At Bethesda Metro Hospital, “Time is muscle” meant urgent heart catheterization to open the occluded artery with a tiny balloon threaded to the heart via catheter from the femoral artery in the groin. They had a narrow time-window in which to restore circulation to the compromised heart muscle before it became a hunk of inert tissue; or worse, the damage spread and killed their patient. Their goal: “door to balloon” in less than thirty minutes.
“Code STEMI, ER. Code STEMI, ER.” That announcement over the PA system summoned a specialized team to the patient. Meanwhile, the ER staff administered chewable aspirin (as a blood thinner), morphine by IV (to relieve pain and anxiety and reduce stress on the heart), and IV heparin (another blood thinner for the catheterization).
Zack stepped aside for the clamorous arrival of the STEMI team, led by Dr. Sevati Prakash, head of cardiology.

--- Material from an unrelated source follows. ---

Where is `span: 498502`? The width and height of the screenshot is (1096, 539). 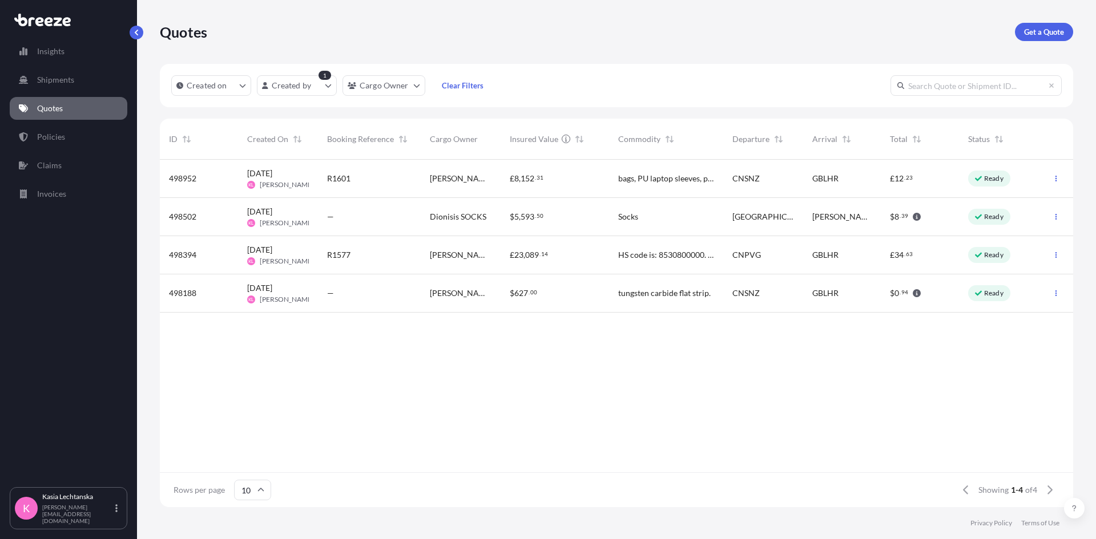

He passed her the EKG. “Textbook.”
Sevati skimmed the tracing, nodded, and approached the patient. “Sir, I’m Dr. Prakash, a cardiologist. You are having a heart attack, but we will do all we can to reverse it. I am taking you upstairs for heart catheterization. We expect to remove a clot in one of your coronary arteries, then we will place a stent to keep the artery open. Understand?”
The man nodded, a mask of terror frozen on his face.
Sevati gestured to the team. “Go.”
In an instant, a gaggle of six attendants wheeled the bed with the patient, attached IVs, oxygen tank, and heart monitor out of the room.
Zack stood alone in the abandoned space and looked at the timer on the wall. Twenty-two minutes from the patient’s arrival.